Goop drew plenty of shade upon its 2008 launch, probably because everything in Paltrow’s life appeared to have happened so fast and with minimal effort – famous parents, superior genes, a godfather named Spielberg, an Oscar at 26, a succession of A-list swains (Brad, Ben, Chris). After that consciously uncoupling business, she is now engaged to a behind-the-scenes mogul, TV producer Brad Falchuk.
But here it is a decade later, and Goop has attracted $82m in outside investment funding. First quarter revenue is up 165 per cent, according to a representative, and the company is projected to generate between $90m and $120m this year, although it has not yet become profitable, according to Forbes.
“I buy in that she’s authentic – this is truly what she’s interested in,” says attendee Monica Olsen, a marketing and communications executive from Serenbe, Georgia. “She’s helping us be more thoughtful in our choices.”
But Goop and its guru have their detractors. “They’re promoting a lot of magic as medicine. There’s a lot of selling of fear – fear of Big Pharma, fear of Big Medicine, fear of gluten,” says Jen Gunter, an obstetrician and gynaecologist in San Francisco who writes frequently on the website’s medical fallacies. “It’s a cult. The lure of celebrity is huge. That’s why they’re used to sell things.”
She adds that “Goop’s promoted as women’s empowerment, but they’re selling this heteronormative men’s beauty ideal. It’s almost an exclusive club that only some people can go to.”
Over the VIP lunch of so many salads, women who journeyed from Colorado and New York share that they splurged on Goop’s $4,500 Wellness Weekender package, which included accommodations at an oceanfront hotel, as a getaway from the children and a chance to network. A vendor confesses: “We’re here because there is so much disposable income in the room.”

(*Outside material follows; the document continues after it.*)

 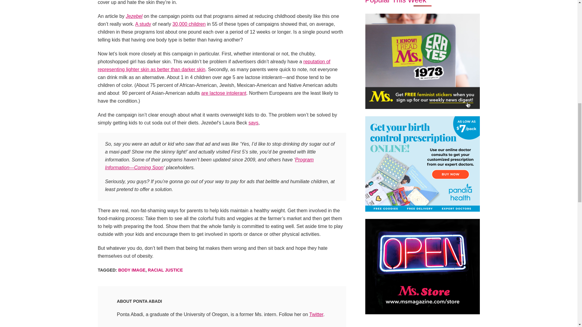 What do you see at coordinates (147, 302) in the screenshot?
I see `Posts by Ponta Abadi` at bounding box center [147, 302].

And then, Gwyneth appeareth.
Lovely enough to rock a centre part at age 45, the Goop CEO wears a black floral frock and white studded sneakers. Her brow is furrowed and lined. “I’m tired. My brain is mush,” she sighs. In an onstage conversation, Meg Ryan suggests that GP try her slender hands at directing, as Ryan herself recently did.
“If I have to add another f***ing thing on my plate,” GP says, “I will commit suicide.”
At the end of a week that saw two celebrity suicides, the comment was jarring. Somehow, though, Gwyneth could get away with it, just as she has used her slightly salty cool girl persona to make this airy, New Age venture seem more down to earth. (“Gwyneth is shiny, beautiful, fun,” explains Olsen. “But we also want the messy.”)
At the sex shop, we locate Goop’s infamous jade egg. You know, the one you put in your “yoni”. More than anything else, it has come to epitomise so much about Goop – the luxe mysticism that draws so many fans, the naked quackery that drives critics to distraction. “A total scam,” Gunter calls it, “which puts you potentially at risk for toxic shock. The jade version sells for $66, the rose quartz for $55. For optimal energy, Goop suggests “recharging” the egg in the moonlight.
Mimi Ayers stocks up on several hundred dollars’ worth of toys and trinkets promoting vaginal beauty and wellbeing, including a $200 Kegel exercise trainer – sort of a Fitbit for the pelvis. She lives in London and Monaco, and is transitioning from investment banking to becoming an entrepreneur “in the women’s health and sexuality space”, she says. “Part of it is a journey for yourself, but Goop has done such a wonderful job curating and embracing the entire ethos of wellness.”
Working on your best self is exhausting. By late afternoon, despite the presence of healers and sages, kombucha and bone broth, spirits are flagging.
GP knows this. “Women are tired. They’re trying to suppress so much in their lives,” she tells us. “There is so much in the strength of the vulnerability of our stories.”
Fortunately, In Goop Health has provided a generous supply of couches, where a couple of women nap like kittens.